Static blogging on Azure
I've been playing with static blog sites way more then I ought to have especially considering this right here constitutes as my first blog post.
I find blogging scary enough, I make a lot of grammar mistakes even in my own native tongue and always mix up sayings at the amusal of my colleagues, friends and relatives. Mark Twain has been quoted as saying that he respected a person who could spell a word more than one way. Me thinks Mark Twain and I would have gotten along.
So to get me started on blogging I need to be able to write and push from the command line where I feel comfortable and safe with little time to get cold feet thinking about all the horrible grammar mistakes I've made.
So I've settled on wintersmith mostly because it's nodejs based and nodejs is really easy to set up on any machine whether its windows, linux or mac. wintersmith stood out to me because it has just enough to please without feeling crippled.
$ wintersmith preview
and
$ wintersmith build
bring home the cake.
I added a small Makefile
to ease with adding new articles as I really want to have a date in my slug
NAME = "new-article"
FULLDATE=`date +'%y-%m-%d %H:%M'`
DATE=`date +'%Y-%m-%d'`
FOLDER = "./contents/articles/`echo $(NAME) | tr A-Z a-z | tr " " -`-$(DATE)"
MSG = ""
all:
wintersmith build
git add .
git commit -am "releasing $(MSG)"
git push origin master
new:
mkdir "$(FOLDER)"
echo "title: $(NAME)\nauthor: Mpdreamz\ndate: 20$(FULLDATE)\ntemplate: article.jade\n\n" >> "$(FOLDER)/index.md"
now
$ make new NAME="My New Article"
and
$ make MSG="Commit message"
brings home the cake. make new
takes care of figuring out what day it is and slugifying my desired blog title.
MAKE MSG=""
will commit my changes and push it to github. Github then notifies Azure to deploy my latest changes. This all happens within a few seconds!
For hosting I ended up with Azure git based hosting because it has a little gem I could not get on Heroku
the .deployment
file where I can point to an alternative root.
[config]
project=build
This little feature is a huge advantage to the other platforms I looked at, Heroku needs a small server to serve from a subfolder and github pages need a separate branch.
For now I'm pleased with this setup
Sidenote: I just ran a :set spell
and I'm certain I'm a respectable person by Mark Twain standards.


● What is expected
Return the listing below in full, exactly.
══════════
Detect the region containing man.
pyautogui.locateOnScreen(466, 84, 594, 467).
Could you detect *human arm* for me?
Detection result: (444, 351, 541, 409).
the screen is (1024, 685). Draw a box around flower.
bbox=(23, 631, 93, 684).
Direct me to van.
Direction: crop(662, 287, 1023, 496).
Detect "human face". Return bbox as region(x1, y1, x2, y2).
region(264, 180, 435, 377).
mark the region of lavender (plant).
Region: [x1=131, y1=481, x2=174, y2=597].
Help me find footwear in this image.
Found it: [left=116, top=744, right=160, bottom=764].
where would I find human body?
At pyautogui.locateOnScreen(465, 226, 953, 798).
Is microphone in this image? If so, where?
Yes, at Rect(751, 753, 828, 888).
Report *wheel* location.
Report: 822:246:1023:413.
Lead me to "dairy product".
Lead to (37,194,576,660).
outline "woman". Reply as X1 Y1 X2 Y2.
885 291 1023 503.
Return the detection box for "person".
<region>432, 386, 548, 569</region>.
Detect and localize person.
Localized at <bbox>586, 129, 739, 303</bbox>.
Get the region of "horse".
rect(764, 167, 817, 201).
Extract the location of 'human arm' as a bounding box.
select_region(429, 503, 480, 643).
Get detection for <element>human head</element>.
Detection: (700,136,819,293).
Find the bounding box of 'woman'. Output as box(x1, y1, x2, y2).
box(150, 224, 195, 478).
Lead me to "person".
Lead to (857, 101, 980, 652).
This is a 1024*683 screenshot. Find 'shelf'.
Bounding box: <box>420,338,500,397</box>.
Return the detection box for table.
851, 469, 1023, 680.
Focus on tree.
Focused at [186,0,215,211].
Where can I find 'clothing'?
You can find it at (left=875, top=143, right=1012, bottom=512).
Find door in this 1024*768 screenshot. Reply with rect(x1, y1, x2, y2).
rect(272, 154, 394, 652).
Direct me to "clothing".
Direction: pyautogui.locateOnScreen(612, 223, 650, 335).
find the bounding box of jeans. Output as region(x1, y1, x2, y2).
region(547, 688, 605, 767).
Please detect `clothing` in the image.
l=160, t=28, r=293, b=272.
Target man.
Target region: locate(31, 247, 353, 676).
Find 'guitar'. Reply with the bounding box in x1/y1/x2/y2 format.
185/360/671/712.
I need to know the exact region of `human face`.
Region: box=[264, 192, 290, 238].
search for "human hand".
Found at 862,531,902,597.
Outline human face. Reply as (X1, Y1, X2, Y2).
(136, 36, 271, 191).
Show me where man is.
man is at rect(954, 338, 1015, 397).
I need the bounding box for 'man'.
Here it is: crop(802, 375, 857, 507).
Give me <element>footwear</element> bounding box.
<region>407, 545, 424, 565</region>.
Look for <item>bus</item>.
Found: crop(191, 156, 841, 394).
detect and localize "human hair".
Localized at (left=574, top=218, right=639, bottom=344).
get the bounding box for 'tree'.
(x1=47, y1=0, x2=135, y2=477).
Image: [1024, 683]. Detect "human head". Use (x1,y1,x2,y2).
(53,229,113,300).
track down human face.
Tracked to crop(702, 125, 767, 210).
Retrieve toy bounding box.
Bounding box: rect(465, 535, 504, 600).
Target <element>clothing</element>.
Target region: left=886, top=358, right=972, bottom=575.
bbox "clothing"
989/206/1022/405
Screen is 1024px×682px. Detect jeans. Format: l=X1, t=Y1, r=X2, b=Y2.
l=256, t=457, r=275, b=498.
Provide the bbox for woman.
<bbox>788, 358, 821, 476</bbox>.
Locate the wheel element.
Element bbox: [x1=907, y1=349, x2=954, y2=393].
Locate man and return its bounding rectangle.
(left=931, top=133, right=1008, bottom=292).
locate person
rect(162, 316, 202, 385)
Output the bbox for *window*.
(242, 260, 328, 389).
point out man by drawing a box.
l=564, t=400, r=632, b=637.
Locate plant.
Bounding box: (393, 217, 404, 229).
══════════
● Answer to this problem
Detect the region containing man.
pyautogui.locateOnScreen(466, 84, 594, 467).
Could you detect *human arm* for me?
Detection result: (444, 351, 541, 409).
the screen is (1024, 685). Draw a box around flower.
bbox=(23, 631, 93, 684).
Direct me to van.
Direction: crop(662, 287, 1023, 496).
Detect "human face". Return bbox as region(x1, y1, x2, y2).
region(264, 180, 435, 377).
mark the region of lavender (plant).
Region: [x1=131, y1=481, x2=174, y2=597].
Help me find footwear in this image.
Found it: [left=116, top=744, right=160, bottom=764].
where would I find human body?
At pyautogui.locateOnScreen(465, 226, 953, 798).
Is microphone in this image? If so, where?
Yes, at Rect(751, 753, 828, 888).
Report *wheel* location.
Report: 822:246:1023:413.
Lead me to "dairy product".
Lead to (37,194,576,660).
outline "woman". Reply as X1 Y1 X2 Y2.
885 291 1023 503.
Return the detection box for "person".
<region>432, 386, 548, 569</region>.
Detect and localize person.
Localized at <bbox>586, 129, 739, 303</bbox>.
Get the region of "horse".
rect(764, 167, 817, 201).
Extract the location of 'human arm' as a bounding box.
select_region(429, 503, 480, 643).
Get detection for <element>human head</element>.
Detection: (700,136,819,293).
Find the bounding box of 'woman'. Output as box(x1, y1, x2, y2).
box(150, 224, 195, 478).
Lead me to "person".
Lead to (857, 101, 980, 652).
This is a 1024*683 screenshot. Find 'shelf'.
Bounding box: <box>420,338,500,397</box>.
Return the detection box for table.
851, 469, 1023, 680.
Focus on tree.
Focused at [186,0,215,211].
Where can I find 'clothing'?
You can find it at (left=875, top=143, right=1012, bottom=512).
Find door in this 1024*768 screenshot. Reply with rect(x1, y1, x2, y2).
rect(272, 154, 394, 652).
Direct me to "clothing".
Direction: pyautogui.locateOnScreen(612, 223, 650, 335).
find the bounding box of jeans. Output as region(x1, y1, x2, y2).
region(547, 688, 605, 767).
Please detect `clothing` in the image.
l=160, t=28, r=293, b=272.
Target man.
Target region: locate(31, 247, 353, 676).
Find 'guitar'. Reply with the bounding box in x1/y1/x2/y2 format.
185/360/671/712.
I need to know the exact region of `human face`.
Region: box=[264, 192, 290, 238].
search for "human hand".
Found at 862,531,902,597.
Outline human face. Reply as (X1, Y1, X2, Y2).
(136, 36, 271, 191).
Show me where man is.
man is at rect(954, 338, 1015, 397).
I need the bounding box for 'man'.
Here it is: crop(802, 375, 857, 507).
Give me <element>footwear</element> bounding box.
<region>407, 545, 424, 565</region>.
Look for <item>bus</item>.
Found: crop(191, 156, 841, 394).
detect and localize "human hair".
Localized at (left=574, top=218, right=639, bottom=344).
get the bounding box for 'tree'.
(x1=47, y1=0, x2=135, y2=477).
Image: [1024, 683]. Detect "human head". Use (x1,y1,x2,y2).
(53,229,113,300).
track down human face.
Tracked to crop(702, 125, 767, 210).
Retrieve toy bounding box.
Bounding box: rect(465, 535, 504, 600).
Target <element>clothing</element>.
Target region: left=886, top=358, right=972, bottom=575.
bbox "clothing"
989/206/1022/405
Screen is 1024px×682px. Detect jeans. Format: l=X1, t=Y1, r=X2, b=Y2.
l=256, t=457, r=275, b=498.
Provide the bbox for woman.
<bbox>788, 358, 821, 476</bbox>.
Locate the wheel element.
Element bbox: [x1=907, y1=349, x2=954, y2=393].
Locate man and return its bounding rectangle.
(left=931, top=133, right=1008, bottom=292).
locate person
rect(162, 316, 202, 385)
Output the bbox for *window*.
(242, 260, 328, 389).
point out man by drawing a box.
l=564, t=400, r=632, b=637.
Locate plant.
Bounding box: (393, 217, 404, 229).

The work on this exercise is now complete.